Dodd-Frank and The Regulatory Burden on Smaller Banks

I’ve frequently expressed concern that the legacy of Dodd-Frank will be to promote artificial consolidation of the banking industry by driving small banks out of business and making large banks even more “Too Big to Fail.”  This is for two reasons.

The first reason would be if Dodd-Frank perpetuates the so-called TBTF subsidy.  This is the idea that being designated too big to fail creates an implicit government guarantee for creditors that permits large banks to access capital markets more cheaply than non-TBTF banks.  Whether there is a continued subsidy, and if so, how large, seems to be still somewhat undetermined at this point.  The Huffington Post had a recent article that summarizes the debate on this point.  Suffice to say, there may be a subsidy–if so, it would promote consolidation.

The second, and the one that prompts this post, is the regulatory tax imposed by Dodd-Frank and other new regulations.  It has long been recognized that there are certain types of regulations for which the costs are somewhat invariant to size.  Such regulations fall proportionally more heavily on small firms in an industry than large firms.

Small banks claim that this is the case with much of Dodd-Frank–and unlike the TBTF subsidy, this assertion seems largely uncontested to me.  Here’s an article reporting on recent comments by Fed Governor Jerome Powell acknowledging that point.

And here’s an article that summarizes the views of one community banker:

Many bankers in charge of small banks say the deck is stacked against them. Regulation is a common adversary; small banks say they feel the costs of compliance with banking regulations more keenly than giant banks with well-funded staff.

John Buhrmaster, President of First National Bank in Scotia, NY says that it’s surprising that any really small banks actually make it. First National Bank in Scotia, NY is in its 90th year with 10 branches and $400m in assets.

“I don’t know how small banks, say $35m in size, can meet regulatory guidelines and still make ends meet,” says Buhrmaster. “We are a fifth-generation bank and even for us the regulatory burden is overwhelming. ”

Small bankers do not consider their brethren to be JP Morgan Chase or Bank of America. The banking industry should really be divided into two different industries, says Buhrmaster, who complains, “the big banks, they are supported by the government. It would be nice to compete on an equal playing field.”

“There are the too big to fail, too big to jail banks and no one in management is held accountable. And then there are small banks, where management is held accountable and the charges are 20 times more punitive for them. You have one industry where they operate above the law. And then you have us, where our business is based on relationships, not transactions. And we are still painted with the same brush in these regulations and we have to fight hard against that.”

To be sure, it could be argued that the American banking system historically was over-fragmented.  But “right-sizing” the industry should be the result of economic competition, not disproportionate regulatory burdens.  It would be an ironic legacy of Dodd-Frank if it promoted consolidation of the biggest banks that made the mess in the first place–yet that’s where I predict we are headed.

Update: Simon Johnson has more on the TBTF subsidy debate.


Goal of the exercise: The entries below contain pictures. Write out only the lines from the line with "What elements are" up to and including the line with "I need the location", exactly, without them.

########

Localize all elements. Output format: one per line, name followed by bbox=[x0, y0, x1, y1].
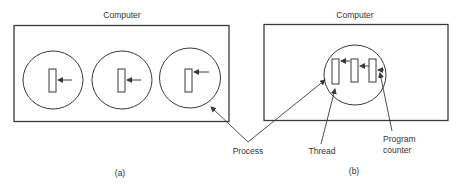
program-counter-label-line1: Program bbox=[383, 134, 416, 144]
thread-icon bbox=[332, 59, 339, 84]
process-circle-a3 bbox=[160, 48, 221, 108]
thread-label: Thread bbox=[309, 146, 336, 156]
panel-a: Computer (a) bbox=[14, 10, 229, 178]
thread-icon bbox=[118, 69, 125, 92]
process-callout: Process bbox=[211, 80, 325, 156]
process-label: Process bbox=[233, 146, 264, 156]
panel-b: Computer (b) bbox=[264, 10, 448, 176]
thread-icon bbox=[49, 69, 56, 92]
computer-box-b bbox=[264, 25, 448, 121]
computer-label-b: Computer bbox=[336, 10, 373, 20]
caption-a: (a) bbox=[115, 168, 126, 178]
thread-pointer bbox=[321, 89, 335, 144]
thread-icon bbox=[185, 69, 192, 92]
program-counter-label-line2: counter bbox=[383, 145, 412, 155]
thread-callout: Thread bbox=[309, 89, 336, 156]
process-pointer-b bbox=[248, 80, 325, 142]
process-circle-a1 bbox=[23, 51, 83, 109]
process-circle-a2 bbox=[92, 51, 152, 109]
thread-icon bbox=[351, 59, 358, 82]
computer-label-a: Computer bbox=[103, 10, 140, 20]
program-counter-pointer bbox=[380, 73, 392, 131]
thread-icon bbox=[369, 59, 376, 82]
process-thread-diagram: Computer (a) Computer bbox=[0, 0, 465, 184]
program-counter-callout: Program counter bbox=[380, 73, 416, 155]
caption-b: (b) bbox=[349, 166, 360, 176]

########

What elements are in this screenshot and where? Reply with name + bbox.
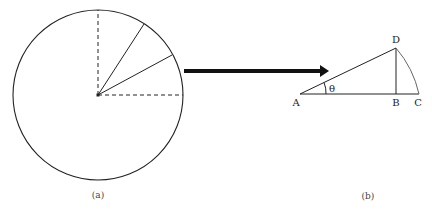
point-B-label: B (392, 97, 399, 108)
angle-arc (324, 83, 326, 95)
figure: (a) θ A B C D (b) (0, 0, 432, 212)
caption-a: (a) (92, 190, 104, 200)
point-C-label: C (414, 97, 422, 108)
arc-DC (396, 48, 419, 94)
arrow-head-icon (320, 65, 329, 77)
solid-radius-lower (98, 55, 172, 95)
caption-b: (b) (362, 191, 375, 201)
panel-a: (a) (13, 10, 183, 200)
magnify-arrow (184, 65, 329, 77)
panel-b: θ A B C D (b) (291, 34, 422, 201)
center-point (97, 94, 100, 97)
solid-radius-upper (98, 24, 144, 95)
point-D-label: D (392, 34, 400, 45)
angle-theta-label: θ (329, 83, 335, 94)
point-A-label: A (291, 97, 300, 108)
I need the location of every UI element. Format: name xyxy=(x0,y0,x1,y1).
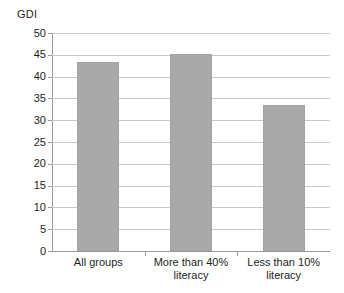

########

Response to this exercise:
What elements are in this screenshot and where? Reply with name + bbox.
point-B-label: B (392, 97, 399, 108)
angle-arc (324, 83, 326, 95)
figure: (a) θ A B C D (b) (0, 0, 432, 212)
caption-a: (a) (92, 190, 104, 200)
point-C-label: C (414, 97, 422, 108)
arc-DC (396, 48, 419, 94)
arrow-head-icon (320, 65, 329, 77)
solid-radius-lower (98, 55, 172, 95)
caption-b: (b) (362, 191, 375, 201)
panel-a: (a) (13, 10, 183, 200)
magnify-arrow (184, 65, 329, 77)
panel-b: θ A B C D (b) (291, 34, 422, 201)
center-point (97, 94, 100, 97)
solid-radius-upper (98, 24, 144, 95)
point-D-label: D (392, 34, 400, 45)
angle-theta-label: θ (329, 83, 335, 94)
point-A-label: A (291, 97, 300, 108)
I need the location of every UI element. Format: name xyxy=(x0,y0,x1,y1).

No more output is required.